Op-ed: Indiana legislators’ proposed hospital price controls bad for Hoosiers

Nonprofit hospitals and their dedicated staffs have spent the past three years heroically battling COVID-19.

Now, these same hospitals that cared for so many of us and our loved ones – at great financial and emotional expense – are under attack from some legislators who are being misinformed by special interest groups, which stand to gain from their misguided efforts.

Calvin Bellamy is the chairman of the Franciscan Alliance Northern Indiana Board of Directors.
Calvin Bellamy is the chairman of the Franciscan Alliance Northern Indiana Board of Directors.

The series of bills in question, ostensibly designed to limit hospital costs (certainly a desirable objective by itself) would have the perverse effect of forcing nonprofit hospitals to cut services or potentially close, limiting access to clinical care, reducing the workforce, making recruiting and retaining physicians more difficult and significantly deterring the attraction of new businesses to Indiana. In fact, the bill would be so detrimental to hospitals that current versions specifically exempt all government-owned municipal and county hospitals as well as for-profit hospitals which refuse to treat the poor and elderly on Medicaid and Medicare.

Likewise, the bills propose no price controls or caps on insurance companies or on businesses that supply pharmaceuticals, medical devices, medical equipment or staff to hospitals. These proposed bills are patently unfair and quite simply reflect bad policy.

Thomas Parent is the chairman of the Franciscan Alliance Western Indiana Board of Directors.
Thomas Parent is the chairman of the Franciscan Alliance Western Indiana Board of Directors.

What are nonprofit hospitals asking the legislature to do instead of cowing to the insurance industry? Quite simply, to look at what we believe are the true drivers of health care costs and to address the root causes of the expense dilemma.

Medicare, Medicaid and charity patients make up approximately two-thirds of all hospital patients, none of whom pay the true cost of the care they are receiving. Indiana has not increased Medicaid reimbursement rates in more than 30 years.  Imagine getting by on your 1990 income. This stagnant reimbursement regime means someone else has to pay, namely patients covered by commercial insurance (employers).

Insurance companies reimburse Indiana physicians at the fourth lowest rate in the country.  This low reimbursement rate effectively requires hospitals to supplement the difference by increasing physician salaries to make up for the under-payments by insurance companies. Without the additional financial support of hospitals, there would be fewer primary care physicians and specialists in Indiana to serve Hoosiers.

Indiana has grossly underfunded public health spending, ranking 45th nationally. While Indiana spends less on preventative care and wellness than almost all other states, it has the dubious distinction of ranking near the top for smoking, drug abuse, lack of prenatal care, obesity, and water and air pollution, all of which markedly increase the cost of care in Indiana as compared to other states.

Indiana effectively taxes hospitals to meet the state’s Medicaid obligation. Rather than allocating all the funds necessary to support the Medicaid program for the poor, our legislature instead assesses nonprofit hospitals to generate additional matching funds from the federal government, requiring Franciscan to pay taxes of $113,000,000 per year, only one of many taxes it pays.

In addition to these core structural issues, a few of our legislative leaders appear to have been influenced by special interest groups to attack nonprofit hospitals for creating capital reserve funds used to reinvest in staff, modern facilities, equipment and to prepare for downturns in the economy or other unexpected crises such as a pandemic. Unlike the for-profit sector of the healthcare economy, nonprofit hospitals do not exist to increase quarterly earnings and distribute profits to shareholders. Instead, they reinvest funds to better serve the most vulnerable and infirmed and to prevent illness, not just treat it.

We ask Indiana residents to contact their local legislative leaders and urge them to vote against the proposed legislation. We strongly suggest our legislators address the true cost drivers by increasing Medicaid reimbursement to all providers, increasing funding for public health programs and eliminating the subsidy the state receives from hospitals through the hospital assessment fee. These components will dramatically improve the health of Hoosiers, attract businesses to the state and maintain access to health care services.

Without intervention, the care Hoosiers and their loved ones will need in the future may not be available.

Thomas Parent is the chairman of the Franciscan Alliance Western Indiana Board of Directors. Calvin Bellamy is the chairman of the Franciscan Alliance Northern Indiana Board of Directors.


• _WHAT YOU HAVE TO DO_
Your copy should match the entries exactly, with the pictures left out.

• _Dataset rows about figures_

========

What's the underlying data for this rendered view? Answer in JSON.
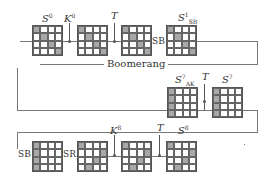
{
  "title": "Boomerang",
  "rows": [
    {
      "states": [
        {
          "label_main": "S",
          "label_sup": "0",
          "label_sub": "",
          "shaded": [
            [
              0,
              0
            ],
            [
              1,
              1
            ],
            [
              2,
              2
            ],
            [
              3,
              3
            ]
          ]
        },
        {
          "label_main": "",
          "label_sup": "",
          "label_sub": "",
          "shaded": [
            [
              0,
              0
            ],
            [
              1,
              1
            ],
            [
              2,
              2
            ],
            [
              3,
              3
            ]
          ]
        },
        {
          "label_main": "",
          "label_sup": "",
          "label_sub": "",
          "shaded": [
            [
              0,
              0
            ],
            [
              1,
              1
            ],
            [
              2,
              2
            ],
            [
              3,
              3
            ]
          ]
        },
        {
          "label_main": "S",
          "label_sup": "1",
          "label_sub": "SB",
          "shaded": [
            [
              0,
              0
            ],
            [
              1,
              1
            ],
            [
              2,
              2
            ],
            [
              3,
              3
            ]
          ]
        }
      ],
      "ops": [
        {
          "type": "xor",
          "label_main": "K",
          "label_sup": "0"
        },
        {
          "type": "xor",
          "label_main": "T",
          "label_sup": ""
        },
        {
          "type": "op",
          "label": "SB"
        }
      ]
    },
    {
      "states": [
        {
          "label_main": "S",
          "label_sup": "7",
          "label_sub": "AK",
          "shaded": [
            [
              0,
              0
            ],
            [
              1,
              0
            ],
            [
              2,
              0
            ],
            [
              3,
              0
            ]
          ]
        },
        {
          "label_main": "S",
          "label_sup": "7",
          "label_sub": "",
          "shaded": [
            [
              0,
              0
            ],
            [
              1,
              0
            ],
            [
              2,
              0
            ],
            [
              3,
              0
            ]
          ]
        }
      ],
      "ops": [
        {
          "type": "xor",
          "label_main": "T",
          "label_sup": ""
        }
      ]
    },
    {
      "states": [
        {
          "label_main": "",
          "label_sup": "",
          "label_sub": "",
          "shaded": [
            [
              0,
              0
            ],
            [
              1,
              0
            ],
            [
              2,
              0
            ],
            [
              3,
              0
            ]
          ]
        },
        {
          "label_main": "",
          "label_sup": "",
          "label_sub": "",
          "shaded": [
            [
              0,
              0
            ],
            [
              1,
              3
            ],
            [
              2,
              2
            ],
            [
              3,
              1
            ]
          ]
        },
        {
          "label_main": "",
          "label_sup": "",
          "label_sub": "",
          "shaded": [
            [
              0,
              0
            ],
            [
              1,
              3
            ],
            [
              2,
              2
            ],
            [
              3,
              1
            ]
          ]
        },
        {
          "label_main": "S",
          "label_sup": "8",
          "label_sub": "",
          "shaded": [
            [
              0,
              0
            ],
            [
              1,
              3
            ],
            [
              2,
              2
            ],
            [
              3,
              1
            ]
          ]
        }
      ],
      "ops": [
        {
          "type": "op",
          "label": "SB"
        },
        {
          "type": "op",
          "label": "SR"
        },
        {
          "type": "xor",
          "label_main": "K",
          "label_sup": "8"
        },
        {
          "type": "xor",
          "label_main": "T",
          "label_sup": ""
        }
      ]
    }
  ],
  "text": {
    "s0": "S",
    "s0_sup": "0",
    "k0": "K",
    "k0_sup": "0",
    "t1": "T",
    "sb1_op": "SB",
    "s1": "S",
    "s1_sup": "1",
    "s1_sub": "SB",
    "boomerang": "Boomerang",
    "s7ak": "S",
    "s7ak_sup": "7",
    "s7ak_sub": "AK",
    "t2": "T",
    "s7": "S",
    "s7_sup": "7",
    "sb2_op": "SB",
    "sr_op": "SR",
    "k8": "K",
    "k8_sup": "8",
    "t3": "T",
    "s8": "S",
    "s8_sup": "8"
  }
}
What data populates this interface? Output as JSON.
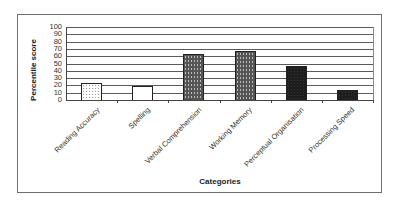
{
  "chart_data": {
    "type": "bar",
    "title": "",
    "xlabel": "Categories",
    "ylabel": "Percentile score",
    "ylim": [
      0,
      100
    ],
    "yticks": [
      "0",
      "10",
      "20",
      "30",
      "40",
      "50",
      "60",
      "70",
      "80",
      "90",
      "100"
    ],
    "grid": true,
    "legend": null,
    "categories": [
      "Reading Accuracy",
      "Spelling",
      "Verbal Comprehension",
      "Working Memory",
      "Perceptual Organisation",
      "Processing Speed"
    ],
    "values": [
      23,
      19,
      63,
      67,
      47,
      14
    ],
    "fills": [
      "light-dotted",
      "white",
      "dark-dotted",
      "dark-dotted",
      "black",
      "black"
    ]
  },
  "labels": {
    "ytitle": "Percentile score",
    "xtitle": "Categories",
    "yticks": [
      "0",
      "10",
      "20",
      "30",
      "40",
      "50",
      "60",
      "70",
      "80",
      "90",
      "100"
    ],
    "categories": [
      "Reading Accuracy",
      "Spelling",
      "Verbal Comprehension",
      "Working Memory",
      "Perceptual Organisation",
      "Processing Speed"
    ]
  }
}
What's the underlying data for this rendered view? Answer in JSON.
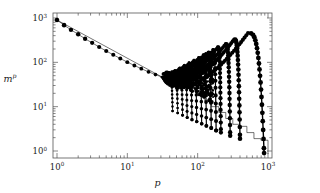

========

• _RESULT FOR THIS EXERCISE_
What's the underlying data for this rendered view? Answer in JSON.
{
  "title": "Boomerang",
  "rows": [
    {
      "states": [
        {
          "label_main": "S",
          "label_sup": "0",
          "label_sub": "",
          "shaded": [
            [
              0,
              0
            ],
            [
              1,
              1
            ],
            [
              2,
              2
            ],
            [
              3,
              3
            ]
          ]
        },
        {
          "label_main": "",
          "label_sup": "",
          "label_sub": "",
          "shaded": [
            [
              0,
              0
            ],
            [
              1,
              1
            ],
            [
              2,
              2
            ],
            [
              3,
              3
            ]
          ]
        },
        {
          "label_main": "",
          "label_sup": "",
          "label_sub": "",
          "shaded": [
            [
              0,
              0
            ],
            [
              1,
              1
            ],
            [
              2,
              2
            ],
            [
              3,
              3
            ]
          ]
        },
        {
          "label_main": "S",
          "label_sup": "1",
          "label_sub": "SB",
          "shaded": [
            [
              0,
              0
            ],
            [
              1,
              1
            ],
            [
              2,
              2
            ],
            [
              3,
              3
            ]
          ]
        }
      ],
      "ops": [
        {
          "type": "xor",
          "label_main": "K",
          "label_sup": "0"
        },
        {
          "type": "xor",
          "label_main": "T",
          "label_sup": ""
        },
        {
          "type": "op",
          "label": "SB"
        }
      ]
    },
    {
      "states": [
        {
          "label_main": "S",
          "label_sup": "7",
          "label_sub": "AK",
          "shaded": [
            [
              0,
              0
            ],
            [
              1,
              0
            ],
            [
              2,
              0
            ],
            [
              3,
              0
            ]
          ]
        },
        {
          "label_main": "S",
          "label_sup": "7",
          "label_sub": "",
          "shaded": [
            [
              0,
              0
            ],
            [
              1,
              0
            ],
            [
              2,
              0
            ],
            [
              3,
              0
            ]
          ]
        }
      ],
      "ops": [
        {
          "type": "xor",
          "label_main": "T",
          "label_sup": ""
        }
      ]
    },
    {
      "states": [
        {
          "label_main": "",
          "label_sup": "",
          "label_sub": "",
          "shaded": [
            [
              0,
              0
            ],
            [
              1,
              0
            ],
            [
              2,
              0
            ],
            [
              3,
              0
            ]
          ]
        },
        {
          "label_main": "",
          "label_sup": "",
          "label_sub": "",
          "shaded": [
            [
              0,
              0
            ],
            [
              1,
              3
            ],
            [
              2,
              2
            ],
            [
              3,
              1
            ]
          ]
        },
        {
          "label_main": "",
          "label_sup": "",
          "label_sub": "",
          "shaded": [
            [
              0,
              0
            ],
            [
              1,
              3
            ],
            [
              2,
              2
            ],
            [
              3,
              1
            ]
          ]
        },
        {
          "label_main": "S",
          "label_sup": "8",
          "label_sub": "",
          "shaded": [
            [
              0,
              0
            ],
            [
              1,
              3
            ],
            [
              2,
              2
            ],
            [
              3,
              1
            ]
          ]
        }
      ],
      "ops": [
        {
          "type": "op",
          "label": "SB"
        },
        {
          "type": "op",
          "label": "SR"
        },
        {
          "type": "xor",
          "label_main": "K",
          "label_sup": "8"
        },
        {
          "type": "xor",
          "label_main": "T",
          "label_sup": ""
        }
      ]
    }
  ],
  "text": {
    "s0": "S",
    "s0_sup": "0",
    "k0": "K",
    "k0_sup": "0",
    "t1": "T",
    "sb1_op": "SB",
    "s1": "S",
    "s1_sup": "1",
    "s1_sub": "SB",
    "boomerang": "Boomerang",
    "s7ak": "S",
    "s7ak_sup": "7",
    "s7ak_sub": "AK",
    "t2": "T",
    "s7": "S",
    "s7_sup": "7",
    "sb2_op": "SB",
    "sr_op": "SR",
    "k8": "K",
    "k8_sup": "8",
    "t3": "T",
    "s8": "S",
    "s8_sup": "8"
  }
}
What data populates this interface? Output as JSON.
{
  "chart_data": {
    "type": "bar",
    "title": "",
    "xlabel": "Categories",
    "ylabel": "Percentile score",
    "ylim": [
      0,
      100
    ],
    "yticks": [
      "0",
      "10",
      "20",
      "30",
      "40",
      "50",
      "60",
      "70",
      "80",
      "90",
      "100"
    ],
    "grid": true,
    "legend": null,
    "categories": [
      "Reading Accuracy",
      "Spelling",
      "Verbal Comprehension",
      "Working Memory",
      "Perceptual Organisation",
      "Processing Speed"
    ],
    "values": [
      23,
      19,
      63,
      67,
      47,
      14
    ],
    "fills": [
      "light-dotted",
      "white",
      "dark-dotted",
      "dark-dotted",
      "black",
      "black"
    ]
  },
  "labels": {
    "ytitle": "Percentile score",
    "xtitle": "Categories",
    "yticks": [
      "0",
      "10",
      "20",
      "30",
      "40",
      "50",
      "60",
      "70",
      "80",
      "90",
      "100"
    ],
    "categories": [
      "Reading Accuracy",
      "Spelling",
      "Verbal Comprehension",
      "Working Memory",
      "Perceptual Organisation",
      "Processing Speed"
    ]
  }
}
What's the underlying data for this rendered view? Answer in JSON.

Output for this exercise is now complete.